Smart Beta ETF Launches Are Slowing Down | ETF Trends

Smart beta or factor-based index exchange traded funds have been losing momentum as traditional low-cast, plain vanilla index strategies regain the spotlight.

In 2021, investors funneled $131 billion into so-called strategic beta ETFs, which include components based on investment factors like momentum, minimum volatility, value, and growth, the Financial Times reported.
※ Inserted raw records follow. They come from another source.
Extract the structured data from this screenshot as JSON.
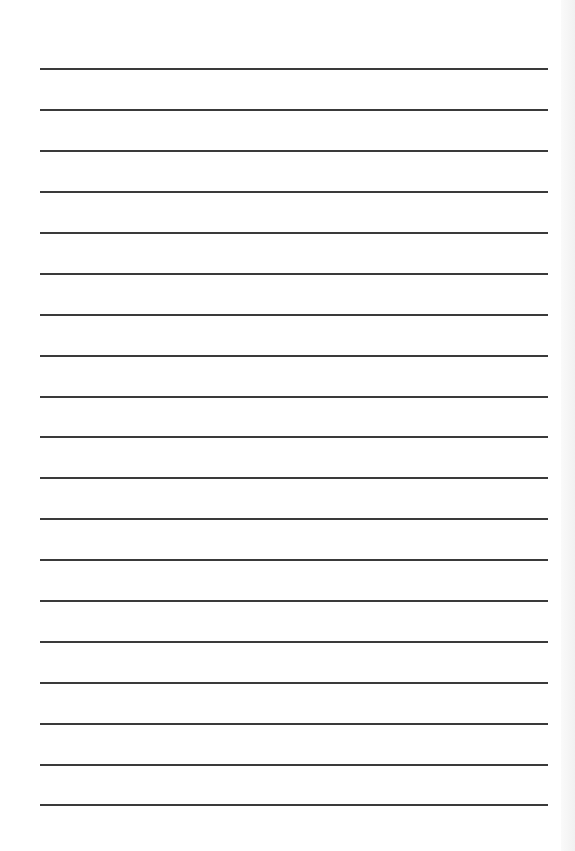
{
  "page": {
    "type": "lined-paper",
    "line_count": 19,
    "line_color": "#3a3a3a",
    "background": "#ffffff",
    "lines_y": [
      68,
      109,
      150,
      191,
      232,
      273,
      314,
      355,
      396,
      436,
      477,
      518,
      559,
      600,
      641,
      682,
      723,
      764,
      804
    ]
  }
}
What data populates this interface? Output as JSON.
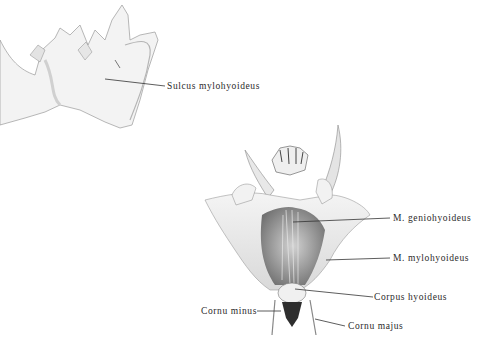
{
  "figure": {
    "top_view": {
      "labels": [
        {
          "id": "sulcus",
          "text": "Sulcus mylohyoideus"
        }
      ]
    },
    "bottom_view": {
      "labels": [
        {
          "id": "geniohyoideus",
          "text": "M. geniohyoideus"
        },
        {
          "id": "mylohyoideus",
          "text": "M. mylohyoideus"
        },
        {
          "id": "corpus",
          "text": "Corpus hyoideus"
        },
        {
          "id": "cornu_minus",
          "text": "Cornu minus"
        },
        {
          "id": "cornu_majus",
          "text": "Cornu majus"
        }
      ]
    }
  }
}
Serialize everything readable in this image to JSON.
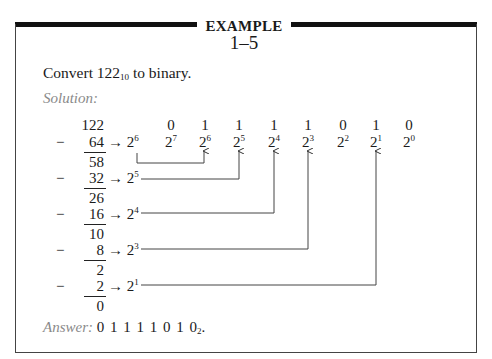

The inflows were up 12% year-over-year in 2021 compared to 2020, which was higher than the “low single-digits” organic growth rate for the previous 12 months, according to Morningstar data.

Strategic beta ETFs now make up about 20% of the overall ETF market, or a little less than the high of nearly 22% at the end of 2019.

“It’s found its place within the broader [ETF] menu,” Ben Johnson, director of global ETF research at Morningstar, told the Financial Times.

However, Johnson argued that ETF providers could be culling their suite of smart beta strategies since many segments of the market have become “saturated, if not oversaturated.”

The state of the smart beta ETF segment is evident in the lower number of new offerings coming to market. Only 17 strategic beta ETFs were launched in 2021, the lowest number since 2009, when just seven came out, according to Morningstar. Meanwhile, 11 smart beta ETFs closed, the fewest since 2016. Overall, 179 factor-based strategies have closed over the past five years.

Johnson projected that sponsors could close down multi-factor strategic beta products that were built as a “stop-gap” measure for active mutual fund managers who were looking into ETFs but were not ready for their own fully active strategies.

Managers may reassess products “collecting dust on the shelf, given the complete change in appetite” for active management, Johnson added.

Nevertheless, the overall growth trends remain positive.

“We’re still in a phase of rapid growth,” John Hoffman, head of Americas ETF and indexed strategies at Invesco, told the Financial Times.